Common compliance mistakes
**Posting ranges that are too wide.** Regulators have targeted employers who list ranges spanning $50,000 or more as bad-faith compliance. Ranges should reflect a real pay band for the role.
**Forgetting remote roles.** If a job can be performed remotely from a covered state, the posting typically needs to comply with that state's law — even if your company is headquartered elsewhere.
**Missing city-level requirements.** State law may not cover your business by headcount, but a city ordinance might. New York City, Cincinnati, and other municipalities have their own rules.
**Failing to update existing postings.** Pay transparency laws generally apply to all active postings, not just new ones. If you have evergreen job listings, they need to be reviewed.
The pay equity dimension
Pay transparency laws are closely connected to pay equity enforcement. When employees can see salary ranges, pay gaps become visible — and regulators expect employers to be able to explain them. Several states now require regular pay equity audits and have begun using salary data reports to identify disparities for investigation.

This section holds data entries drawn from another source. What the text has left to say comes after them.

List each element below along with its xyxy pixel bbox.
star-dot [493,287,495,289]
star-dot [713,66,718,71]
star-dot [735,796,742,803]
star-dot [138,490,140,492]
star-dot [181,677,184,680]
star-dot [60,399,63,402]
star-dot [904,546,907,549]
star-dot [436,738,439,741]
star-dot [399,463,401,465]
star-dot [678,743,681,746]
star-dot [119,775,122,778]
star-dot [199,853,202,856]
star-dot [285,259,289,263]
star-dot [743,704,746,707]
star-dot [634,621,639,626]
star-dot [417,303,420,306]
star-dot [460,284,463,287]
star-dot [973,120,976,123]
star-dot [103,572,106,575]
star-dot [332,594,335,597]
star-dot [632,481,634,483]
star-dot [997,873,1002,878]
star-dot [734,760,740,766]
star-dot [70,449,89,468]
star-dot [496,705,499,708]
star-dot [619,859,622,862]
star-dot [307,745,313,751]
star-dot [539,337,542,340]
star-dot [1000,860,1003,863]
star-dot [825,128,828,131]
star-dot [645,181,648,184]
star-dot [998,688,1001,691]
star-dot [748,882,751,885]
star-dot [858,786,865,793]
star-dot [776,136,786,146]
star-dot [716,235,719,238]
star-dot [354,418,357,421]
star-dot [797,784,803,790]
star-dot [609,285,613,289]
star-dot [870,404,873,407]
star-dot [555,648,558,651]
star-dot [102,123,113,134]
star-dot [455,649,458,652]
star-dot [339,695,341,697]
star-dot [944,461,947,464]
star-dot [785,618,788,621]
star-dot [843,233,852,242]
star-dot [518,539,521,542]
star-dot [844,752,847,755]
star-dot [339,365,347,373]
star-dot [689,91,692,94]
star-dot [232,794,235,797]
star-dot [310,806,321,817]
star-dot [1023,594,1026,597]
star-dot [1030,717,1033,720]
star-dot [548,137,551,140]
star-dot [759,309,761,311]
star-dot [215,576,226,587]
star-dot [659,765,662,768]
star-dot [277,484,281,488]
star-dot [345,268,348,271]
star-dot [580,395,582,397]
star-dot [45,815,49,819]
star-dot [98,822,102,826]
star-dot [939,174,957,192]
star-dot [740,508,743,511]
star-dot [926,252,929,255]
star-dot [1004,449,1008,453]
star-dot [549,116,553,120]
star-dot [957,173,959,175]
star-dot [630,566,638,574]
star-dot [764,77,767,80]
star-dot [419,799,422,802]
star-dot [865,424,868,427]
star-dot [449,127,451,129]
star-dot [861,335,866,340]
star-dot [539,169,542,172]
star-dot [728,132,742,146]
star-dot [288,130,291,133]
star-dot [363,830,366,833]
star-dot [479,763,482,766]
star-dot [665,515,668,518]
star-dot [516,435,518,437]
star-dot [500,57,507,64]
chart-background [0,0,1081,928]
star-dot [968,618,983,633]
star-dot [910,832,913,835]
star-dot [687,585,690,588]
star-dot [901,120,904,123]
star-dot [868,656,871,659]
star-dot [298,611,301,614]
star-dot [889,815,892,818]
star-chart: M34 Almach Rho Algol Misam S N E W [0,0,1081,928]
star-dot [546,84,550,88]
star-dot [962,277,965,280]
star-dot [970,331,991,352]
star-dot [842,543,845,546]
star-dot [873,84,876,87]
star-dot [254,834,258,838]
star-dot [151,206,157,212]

This is not a future problem. Businesses that implement pay transparency without addressing underlying compensation inconsistencies are creating disclosure requirements they may not be ready to defend.
How a PEO helps with pay transparency compliance
A PEO with multistate experience monitors pay transparency requirements across jurisdictions and can help you build compliant job posting templates, conduct compensation benchmarking, and maintain the records regulators expect to see.
For businesses posting jobs across multiple states, the complexity of tracking different thresholds, exceptions, and record-keeping requirements by jurisdiction is significant. A PEO absorbs that complexity as part of its core function.
Find PEO companies in your state
If your current PEO has not proactively addressed pay transparency, PEO Alternatives can help you compare providers and find one that stays ahead of compliance changes.